THE EMINEM SAGA

Please don’t expect me to excoriate Eminem. If there’s one thing worse than misogynist, violent, homophobic but brilliantly funny hip-hop, it’s humorless, tedious culture warriors of right (Lynne Cheney) or left (GLAAD’s Joan Garry) trying to shut down hideous youthful exuberance. Eminem’s lyrics are vile but they are also deliberately ironic. They have an edge when you listen to them that is truly innovative. And they’re often funny. I think Elton John is to be congratulated for agreeing to duet with Eminem on the inspired track, Stan, about a crazed fan. Engagement, involvement, interaction is far healthier than the snooty condemnation required by the gauleiters of the cultural left. Man, one of them has even wheeled out the old epithet “Uncle Tom” to describe John. Besides, I don’t think pop music should somehow be socially responsible. The point of pop music is to push cultural edges and to get exactly the kind of reaction coming from the usual suspects that Eminem has duly provoked. Don’t his huffing critics realize they are doing exactly what he wants them to do? Have they learned nothing from their endless Kulturkampfs? (By the way, the best piece I’ve read on Eminem was by the terrific writer, David Plotz, of Slate.

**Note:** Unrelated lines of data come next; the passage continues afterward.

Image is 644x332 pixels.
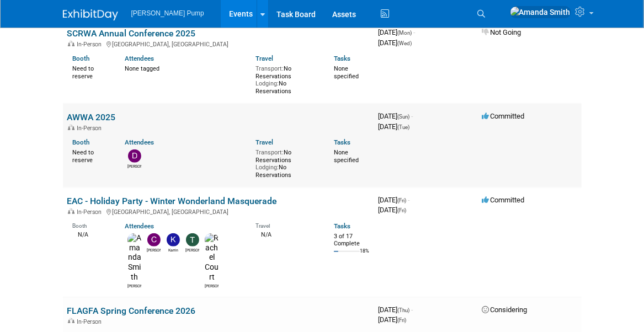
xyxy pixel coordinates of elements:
span: [DATE] [379,315,407,324]
span: (Sun) [398,114,410,120]
img: ExhibitDay [63,9,118,21]
img: Karrin Scott [167,233,180,246]
img: David Perry [128,149,142,163]
td: 18% [360,248,369,263]
div: David Perry [127,163,142,169]
span: Transport: [256,65,284,72]
img: Carmen Campbell [147,233,160,246]
img: In-Person Event [68,125,75,130]
span: - [414,28,416,37]
span: In-Person [77,208,106,216]
img: In-Person Event [68,41,75,46]
img: In-Person Event [68,208,75,214]
div: Need to reserve [73,63,108,80]
span: (Thu) [398,307,410,313]
a: FLAGFA Spring Conference 2026 [67,306,196,316]
a: Travel [256,139,273,146]
span: None specified [334,149,359,164]
img: Rachel Court [205,233,219,282]
div: Travel [256,219,317,229]
div: N/A [256,230,317,239]
div: Rachel Court [205,282,219,289]
span: (Fri) [398,197,407,204]
img: In-Person Event [68,318,75,324]
span: Not Going [482,28,522,37]
span: [DATE] [379,39,412,47]
span: [DATE] [379,123,410,131]
a: Travel [256,55,273,62]
span: (Tue) [398,124,410,130]
img: Amanda Smith [510,6,571,18]
span: Considering [482,306,528,314]
span: In-Person [77,318,106,325]
span: [PERSON_NAME] Pump [131,9,204,17]
a: Booth [73,139,90,146]
a: EAC - Holiday Party - Winter Wonderland Masquerade [67,196,277,207]
span: Committed [482,112,525,120]
a: Tasks [334,222,351,230]
span: In-Person [77,41,106,48]
span: (Fri) [398,317,407,323]
span: - [412,306,413,314]
span: Lodging: [256,80,279,87]
span: None specified [334,65,359,80]
a: Attendees [125,222,154,230]
div: Need to reserve [73,147,108,164]
div: Teri Beth Perkins [186,246,199,253]
span: Transport: [256,149,284,156]
div: [GEOGRAPHIC_DATA], [GEOGRAPHIC_DATA] [67,39,370,48]
a: AWWA 2025 [67,112,116,123]
a: Booth [73,55,90,62]
span: (Fri) [398,208,407,213]
a: Tasks [334,55,351,62]
img: Teri Beth Perkins [186,233,199,246]
div: N/A [73,230,108,239]
div: None tagged [125,63,247,73]
span: (Wed) [398,41,412,46]
span: [DATE] [379,28,416,37]
span: [DATE] [379,112,413,120]
a: SCRWA Annual Conference 2025 [67,28,196,39]
span: Lodging: [256,164,279,171]
div: [GEOGRAPHIC_DATA], [GEOGRAPHIC_DATA] [67,207,370,216]
div: Booth [73,219,108,229]
span: [DATE] [379,306,413,314]
span: In-Person [77,125,106,132]
div: Carmen Campbell [147,246,160,253]
div: Karrin Scott [166,246,180,253]
span: [DATE] [379,196,410,204]
a: Attendees [125,55,154,62]
span: [DATE] [379,206,407,214]
span: - [408,196,410,204]
div: 3 of 17 Complete [334,233,370,248]
span: Committed [482,196,525,204]
div: No Reservations No Reservations [256,63,317,95]
span: (Mon) [398,30,412,36]
a: Tasks [334,139,351,146]
span: - [412,112,413,120]
img: Amanda Smith [127,233,142,282]
div: Amanda Smith [127,282,142,289]
div: No Reservations No Reservations [256,147,317,179]
a: Attendees [125,139,154,146]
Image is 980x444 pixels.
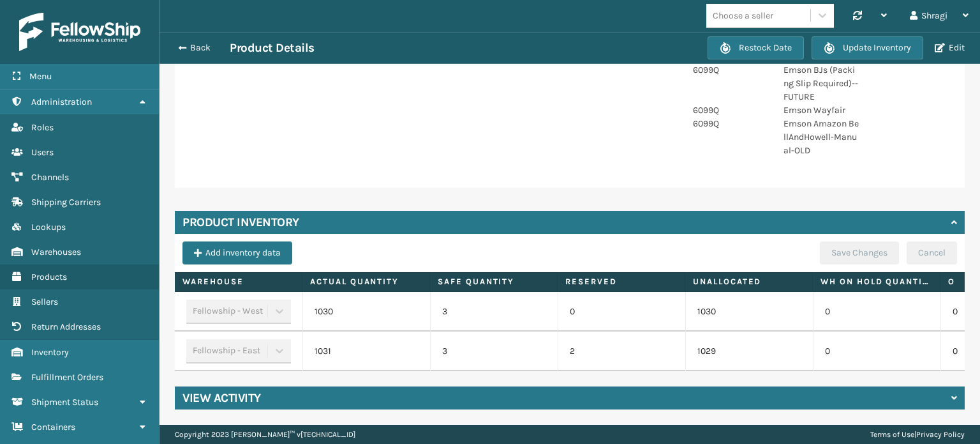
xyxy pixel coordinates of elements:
div: | [870,424,965,444]
p: 6099Q [693,103,769,117]
button: Edit [931,42,969,54]
p: 0 [570,305,674,318]
p: 2 [570,344,674,358]
button: Back [171,42,230,54]
h4: View Activity [182,390,261,405]
td: 3 [430,331,558,371]
p: Emson Amazon BellAndHowell-Manual-OLD [784,117,859,157]
td: 1029 [686,331,813,371]
p: Emson Wayfair [784,103,859,117]
button: Save Changes [820,241,899,265]
a: Terms of Use [870,429,915,439]
label: Actual Quantity [310,276,422,287]
label: Unallocated [693,276,805,287]
img: logo [19,13,140,51]
span: Shipment Status [31,397,98,407]
a: Privacy Policy [917,429,965,439]
label: Safe Quantity [438,276,549,287]
td: 0 [813,291,941,331]
span: Inventory [31,347,69,358]
span: Warehouses [31,246,81,257]
label: WH On hold quantity [821,276,933,287]
span: Users [31,147,54,158]
p: Emson BJs (Packing Slip Required)--FUTURE [784,63,859,103]
td: 0 [813,331,941,371]
div: Choose a seller [713,9,774,23]
span: Lookups [31,222,65,233]
button: Restock Date [708,36,804,60]
span: Containers [31,421,76,432]
span: Menu [29,71,52,81]
td: 3 [430,291,558,331]
td: 1030 [302,291,430,331]
label: Warehouse [182,276,294,287]
button: Add inventory data [182,241,292,265]
td: 1030 [686,291,813,331]
h3: Product Details [230,40,315,55]
span: Return Addresses [31,321,101,332]
p: Copyright 2023 [PERSON_NAME]™ v [TECHNICAL_ID] [175,424,355,444]
span: Roles [31,122,54,133]
span: Channels [31,171,69,182]
span: Shipping Carriers [31,197,101,208]
span: Sellers [31,296,58,307]
button: Cancel [907,241,957,265]
h4: Product Inventory [182,214,299,230]
td: 1031 [302,331,430,371]
span: Products [31,271,67,282]
span: Administration [31,97,92,108]
button: Update Inventory [811,36,923,60]
p: 6099Q [693,63,769,76]
span: Fulfillment Orders [31,371,103,382]
label: Reserved [565,276,677,287]
p: 6099Q [693,117,769,130]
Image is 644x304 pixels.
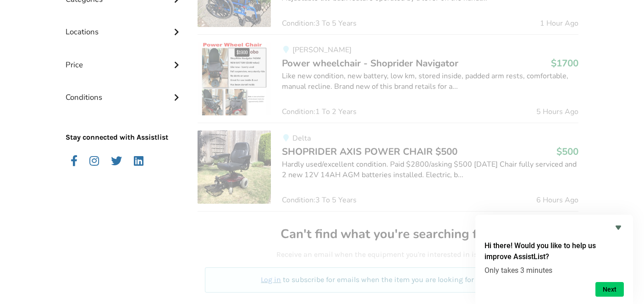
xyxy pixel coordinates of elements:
span: 6 Hours Ago [536,196,579,204]
a: Log in [261,275,281,284]
span: Power wheelchair - Shoprider Navigator [282,57,458,70]
img: mobility-shoprider axis power chair $500 [197,131,271,204]
div: Price [65,42,183,75]
div: Like new condition, new battery, low km, stored inside, padded arm rests, comfortable, manual rec... [282,71,579,92]
p: Receive an email when the equipment you're interested in is listed! [205,250,571,260]
h2: Can't find what you're searching for? [205,226,571,242]
a: mobility-shoprider axis power chair $500DeltaSHOPRIDER AXIS POWER CHAIR $500$500Hardly used/excel... [197,122,579,211]
span: 5 Hours Ago [536,108,579,116]
p: Only takes 3 minutes [485,265,624,275]
div: Hi there! Would you like to help us improve AssistList? [485,222,624,296]
span: [PERSON_NAME] [293,45,351,55]
h3: $1700 [551,57,579,70]
div: Conditions [65,75,183,106]
p: Stay connected with Assistlist [65,106,183,142]
span: Condition: 3 To 5 Years [282,19,356,27]
button: Next question [595,282,624,296]
button: Hide survey [613,222,624,233]
span: Condition: 1 To 2 Years [282,108,356,116]
div: Hardly used/excellent condition. Paid $2800/asking $500 [DATE] Chair fully serviced and 2 new 12V... [282,159,579,180]
span: SHOPRIDER AXIS POWER CHAIR $500 [282,145,457,158]
a: mobility-power wheelchair - shoprider navigator[PERSON_NAME]Power wheelchair - Shoprider Navigato... [197,34,579,122]
p: to subscribe for emails when the item you are looking for is available. [216,275,560,285]
div: Locations [65,8,183,41]
h2: Hi there! Would you like to help us improve AssistList? [485,240,624,262]
span: 1 Hour Ago [540,19,579,27]
span: Condition: 3 To 5 Years [282,196,356,204]
h3: $500 [556,146,579,157]
span: Delta [293,133,310,143]
img: mobility-power wheelchair - shoprider navigator [197,42,271,116]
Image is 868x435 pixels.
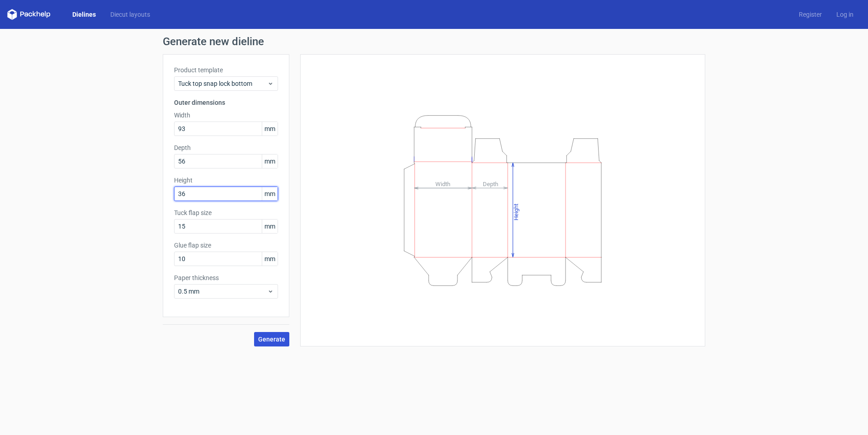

You can read it here.) In fact, there are some real cultural silver linings to Eminem’s success. He’s a wonderful antidote to p.c. nonsense – proof that the younger generation isn’t buying p.c. liberal cant which is now the orthodoxy for MTV execs. (The other good sign is that they’re still smoking cigarettes.) He’s genuinely post-racial – a young white kid from Detroit who is the new millennium’s definitive example of what Norman Mailer once called the “white negro.” His music transcends racial categories and is therefore truly transgressive. I don’t give a hoot about his 28-year-old adolescent homophobia. I’d be a little disconcerted if the next generation of straight (or gay) adolescent males were politically correct on the issue of homosexuality. And, in fact, Eminem is so obviously, deeply, weirdly transfixed by homosexuality that it doesn’t take a genius to figure out he obviously has some issues himself. So bring him on, I say. We should be able to listen to music that both offends and delights, shocks and intrigues – and that’s what Eminem does, all at once and in irrepressible, irresistible confusion.